R packages are extensions to the R statistical programming language. R packages contain code, data, and documentation in a standardised collection format that can be installed by users of R, typically via a centralised software repository such as CRAN (the Comprehensive R Archive Network). [1] [2] The large number of packages available for R, and the ease of installing and using them, has been cited as a major factor driving the widespread adoption of the language in data science. [3] [4] [5] [6]
Compared to libraries in other programming language, R packages must conform to a relatively strict specification. [3] The Writing R Extensions manual [7] specifies a standard directory structure for R source code, data, documentation, and package metadata, which enables them to be installed and loaded using R's in-built package management tools. [3] Packages distributed on CRAN must meet additional standards. [3] [8] According to John Chambers, whilst these requirements "impose considerable demands" on package developers, they improve the usability and long-term stability of packages for end users. [3]

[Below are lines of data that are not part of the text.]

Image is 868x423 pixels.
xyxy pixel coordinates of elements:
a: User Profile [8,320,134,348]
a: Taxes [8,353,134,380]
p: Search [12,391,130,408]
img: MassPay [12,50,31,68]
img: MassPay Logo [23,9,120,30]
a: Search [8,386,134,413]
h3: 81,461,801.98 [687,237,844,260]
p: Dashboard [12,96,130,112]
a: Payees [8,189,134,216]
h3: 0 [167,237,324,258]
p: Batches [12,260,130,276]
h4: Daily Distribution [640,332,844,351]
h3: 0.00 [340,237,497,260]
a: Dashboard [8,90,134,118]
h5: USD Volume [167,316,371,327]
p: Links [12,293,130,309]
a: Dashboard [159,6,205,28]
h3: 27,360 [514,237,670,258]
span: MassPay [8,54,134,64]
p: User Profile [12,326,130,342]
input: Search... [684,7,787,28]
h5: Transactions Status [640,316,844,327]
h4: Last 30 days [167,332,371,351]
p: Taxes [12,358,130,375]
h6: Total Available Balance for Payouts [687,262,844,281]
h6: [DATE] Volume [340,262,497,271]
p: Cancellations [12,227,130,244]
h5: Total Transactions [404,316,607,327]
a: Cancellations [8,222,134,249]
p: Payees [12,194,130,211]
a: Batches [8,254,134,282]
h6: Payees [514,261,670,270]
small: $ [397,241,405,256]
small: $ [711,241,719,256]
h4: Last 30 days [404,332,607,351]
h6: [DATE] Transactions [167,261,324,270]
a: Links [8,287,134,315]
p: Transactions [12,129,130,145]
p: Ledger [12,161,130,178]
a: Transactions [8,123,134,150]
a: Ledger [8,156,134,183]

The Comprehensive R Archive Network (CRAN) is R's central software repository, supported by the R Foundation. [9] It contains an archive of the latest and previous versions of the R distribution, documentation, and contributed R packages. [10] It includes both source packages and pre-compiled binaries for Windows and macOS. [11] As of November 2020 [update] , more than 16,000 packages are available. [12] CRAN was created by Kurt Hornik and Friedrich Leisch in 1997, [13] [14] with the name paralleling other early packing systems such as TeX's CTAN (released 1992) and Perl's CPAN (released 1995). [15] As of 2021 [update] , it is still maintained by Hornik and a team of volunteers. [9] The master site is located at the Vienna University of Economics and Business and is mirrored on servers around the world. [10]
The "Task Views" page (subject list) on the CRAN website [16] lists a wide range of tasks (in fields such as finance, genetics, high performance computing, machine learning, medical imaging, meta-analysis, social sciences and spatial statistics) for which R packages are available. Another way to browse CRAN packages is provided by Metacran, [17] which also maintains lists of featured, most downloaded, trending or most depended upon packages.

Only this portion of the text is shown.